Before he cut up teenagers in remakes of classic horror films, Marcus Nispel cut his teeth on commercials. More than 1,000 commercials, actually, including the award-winning “A Time Has Come Today” bit for Fidelity Investments, which earned Nispel a spot in Time Magazine’s year-end “Best of 1996” issue. Since then, he’s won far fewer awards, and has earned a reputation as The Guy Who Directs Remakes No One Wants.
Nispel’s resume may be festooned with some great music videos, but for the last decade he’s exclusively worked on some not-so-great remakes. In fact, all of his films released to date have been remakes: The Texas Chainsaw Massacre (2003), which helped catalyze the horror-remake contagion that we’ve yet to kill; Frankenstein (2004), a made-for-TV adaptation of Dean Koontz’ books; Pathfinder (2007), which loosely reworks an Oscar-nominated 1987 Norwegian film; Friday The 13th (2009), a reboot that conflates the first three films in the Reagan-era slasher franchise; and Conan (2011), a remake of the Arnold Schwarzenegger pulp classic.
Now Nispel, rocking a mighty beard, has set his sights on more original material. The Hollywood Reporter confirms that Nispel will be writing and directing an original film called Stowaway, produced by L.A.-based White Sands Pictures. Based on a Nordic myth of a “seaborne humanoid avenging creature” (so, like an ancient, aquatic C.H.U.D.?), Nispel’s film tells the story of a woman who marries into the perfect family and sets sail on the high seas, only to discover some insidious secret dwelling at the bottom of the sea, somewhere between the bump on the log and Davy Jones’ locker.
FX specialist Mike Elizalde of SpectralMotion will create the creature, which is sweet news: Elizalde has worked on Gremlins 2, Hellboy, Men in Black, and Nutty Professor II, which, for all its fart jokes and rampant silliness, features some great make-up effects.
Though Nispel has yet to direct what we in the critical community would call a “good movie,” he has undeniably displayed a pretty good eye, and good feel, for fun horror. His Texas Chainsaw Massacre may not be Tobe Hooper’s grueling black-comedy classic, but it certainly isn’t a boring retread. It looks better than it has any right to, packs a couple decent scares, and doesn’t hold back, like so many horror films of the pre-Saw PG-13-laden 2000s. Nispel’s Friday The 13th is similarly good-looking, if devoid of scares, but it knows what it is: bloody, sexy, silly fun.
Nispel has another fun-sounding original film, Exeter (formerly called Backmask), coming out soon. The first film he ever wrote himself, it concerns a group of teenagers having a party—as teenagers are wont to do—and decide to play a vinyl record backwards, which releases an evil spirit that subsequently possesses them. It almost sounds like a less-grim, less artsy Lords Of Salem.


#### Task directions
What is needed is an exact copy of all the data.

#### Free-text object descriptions
——
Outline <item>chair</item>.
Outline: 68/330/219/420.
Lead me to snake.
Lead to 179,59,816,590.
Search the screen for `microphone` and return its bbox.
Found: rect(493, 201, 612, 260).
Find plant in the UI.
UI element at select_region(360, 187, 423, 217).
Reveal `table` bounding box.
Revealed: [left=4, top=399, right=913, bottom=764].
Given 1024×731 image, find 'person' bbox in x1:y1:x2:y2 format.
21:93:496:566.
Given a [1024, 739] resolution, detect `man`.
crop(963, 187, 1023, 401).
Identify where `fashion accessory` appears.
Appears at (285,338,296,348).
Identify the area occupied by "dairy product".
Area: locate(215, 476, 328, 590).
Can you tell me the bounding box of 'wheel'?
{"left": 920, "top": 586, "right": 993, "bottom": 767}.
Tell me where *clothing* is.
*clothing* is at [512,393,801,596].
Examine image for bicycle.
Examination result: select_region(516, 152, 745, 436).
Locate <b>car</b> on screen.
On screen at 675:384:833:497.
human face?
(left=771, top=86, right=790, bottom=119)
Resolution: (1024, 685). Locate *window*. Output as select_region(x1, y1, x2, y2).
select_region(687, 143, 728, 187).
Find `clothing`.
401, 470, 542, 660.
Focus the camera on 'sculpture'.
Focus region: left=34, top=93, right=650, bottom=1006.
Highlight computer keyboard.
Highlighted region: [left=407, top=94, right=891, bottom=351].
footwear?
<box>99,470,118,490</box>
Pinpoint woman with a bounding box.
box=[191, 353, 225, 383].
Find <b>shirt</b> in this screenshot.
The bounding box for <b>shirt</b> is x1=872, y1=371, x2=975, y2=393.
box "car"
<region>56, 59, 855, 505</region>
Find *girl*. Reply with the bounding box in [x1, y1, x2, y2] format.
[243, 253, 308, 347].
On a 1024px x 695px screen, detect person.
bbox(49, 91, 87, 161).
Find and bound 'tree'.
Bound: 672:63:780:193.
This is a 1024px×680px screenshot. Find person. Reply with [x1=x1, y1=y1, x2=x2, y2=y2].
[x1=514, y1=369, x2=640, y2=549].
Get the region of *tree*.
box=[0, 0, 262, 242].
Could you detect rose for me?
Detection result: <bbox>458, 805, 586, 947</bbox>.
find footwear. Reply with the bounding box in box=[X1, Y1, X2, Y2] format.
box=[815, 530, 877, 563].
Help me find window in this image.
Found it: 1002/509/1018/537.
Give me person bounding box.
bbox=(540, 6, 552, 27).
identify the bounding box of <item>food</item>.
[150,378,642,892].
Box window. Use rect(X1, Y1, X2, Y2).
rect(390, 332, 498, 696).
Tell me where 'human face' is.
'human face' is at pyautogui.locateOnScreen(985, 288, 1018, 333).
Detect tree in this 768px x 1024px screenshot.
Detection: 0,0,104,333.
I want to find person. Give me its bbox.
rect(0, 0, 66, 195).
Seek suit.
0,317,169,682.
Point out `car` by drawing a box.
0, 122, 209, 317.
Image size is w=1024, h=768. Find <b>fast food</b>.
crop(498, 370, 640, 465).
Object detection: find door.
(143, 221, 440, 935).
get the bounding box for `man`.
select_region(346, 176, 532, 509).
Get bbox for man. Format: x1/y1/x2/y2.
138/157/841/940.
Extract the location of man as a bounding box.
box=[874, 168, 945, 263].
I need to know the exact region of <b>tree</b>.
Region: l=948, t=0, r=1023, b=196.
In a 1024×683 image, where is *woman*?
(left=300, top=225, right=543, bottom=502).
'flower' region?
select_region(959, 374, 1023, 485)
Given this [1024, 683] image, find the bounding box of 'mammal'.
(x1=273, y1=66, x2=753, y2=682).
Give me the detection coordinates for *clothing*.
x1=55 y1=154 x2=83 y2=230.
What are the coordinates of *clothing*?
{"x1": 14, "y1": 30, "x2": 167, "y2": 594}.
——
#### Answer to this task
Outline <item>chair</item>.
Outline: 68/330/219/420.
Lead me to snake.
Lead to 179,59,816,590.
Search the screen for `microphone` and return its bbox.
Found: rect(493, 201, 612, 260).
Find plant in the UI.
UI element at select_region(360, 187, 423, 217).
Reveal `table` bounding box.
Revealed: [left=4, top=399, right=913, bottom=764].
Given 1024×731 image, find 'person' bbox in x1:y1:x2:y2 format.
21:93:496:566.
Given a [1024, 739] resolution, detect `man`.
crop(963, 187, 1023, 401).
Identify where `fashion accessory` appears.
Appears at (285,338,296,348).
Identify the area occupied by "dairy product".
Area: locate(215, 476, 328, 590).
Can you tell me the bounding box of 'wheel'?
{"left": 920, "top": 586, "right": 993, "bottom": 767}.
Tell me where *clothing* is.
*clothing* is at [512,393,801,596].
Examine image for bicycle.
Examination result: select_region(516, 152, 745, 436).
Locate <b>car</b> on screen.
On screen at 675:384:833:497.
human face?
(left=771, top=86, right=790, bottom=119)
Resolution: (1024, 685). Locate *window*. Output as select_region(x1, y1, x2, y2).
select_region(687, 143, 728, 187).
Find `clothing`.
401, 470, 542, 660.
Focus the camera on 'sculpture'.
Focus region: left=34, top=93, right=650, bottom=1006.
Highlight computer keyboard.
Highlighted region: [left=407, top=94, right=891, bottom=351].
footwear?
<box>99,470,118,490</box>
Pinpoint woman with a bounding box.
box=[191, 353, 225, 383].
Find <b>shirt</b> in this screenshot.
The bounding box for <b>shirt</b> is x1=872, y1=371, x2=975, y2=393.
box "car"
<region>56, 59, 855, 505</region>
Find *girl*. Reply with the bounding box in [x1, y1, x2, y2] format.
[243, 253, 308, 347].
On a 1024px x 695px screen, detect person.
bbox(49, 91, 87, 161).
Find and bound 'tree'.
Bound: 672:63:780:193.
This is a 1024px×680px screenshot. Find person. Reply with [x1=x1, y1=y1, x2=x2, y2=y2].
[x1=514, y1=369, x2=640, y2=549].
Get the region of *tree*.
box=[0, 0, 262, 242].
Could you detect rose for me?
Detection result: <bbox>458, 805, 586, 947</bbox>.
find footwear. Reply with the bounding box in box=[X1, Y1, X2, Y2] format.
box=[815, 530, 877, 563].
Help me find window in this image.
Found it: 1002/509/1018/537.
Give me person bounding box.
bbox=(540, 6, 552, 27).
identify the bounding box of <item>food</item>.
[150,378,642,892].
Box window. Use rect(X1, Y1, X2, Y2).
rect(390, 332, 498, 696).
Tell me where 'human face' is.
'human face' is at pyautogui.locateOnScreen(985, 288, 1018, 333).
Detect tree in this 768px x 1024px screenshot.
Detection: 0,0,104,333.
I want to find person. Give me its bbox.
rect(0, 0, 66, 195).
Seek suit.
0,317,169,682.
Point out `car` by drawing a box.
0, 122, 209, 317.
Image size is w=1024, h=768. Find <b>fast food</b>.
crop(498, 370, 640, 465).
Object detection: find door.
(143, 221, 440, 935).
get the bounding box for `man`.
select_region(346, 176, 532, 509).
Get bbox for man. Format: x1/y1/x2/y2.
138/157/841/940.
Extract the location of man as a bounding box.
box=[874, 168, 945, 263].
I need to know the exact region of <b>tree</b>.
Region: l=948, t=0, r=1023, b=196.
In a 1024×683 image, where is *woman*?
(left=300, top=225, right=543, bottom=502).
'flower' region?
select_region(959, 374, 1023, 485)
Given this [1024, 683] image, find the bounding box of 'mammal'.
(x1=273, y1=66, x2=753, y2=682).
Give me the detection coordinates for *clothing*.
x1=55 y1=154 x2=83 y2=230.
What are the coordinates of *clothing*?
{"x1": 14, "y1": 30, "x2": 167, "y2": 594}.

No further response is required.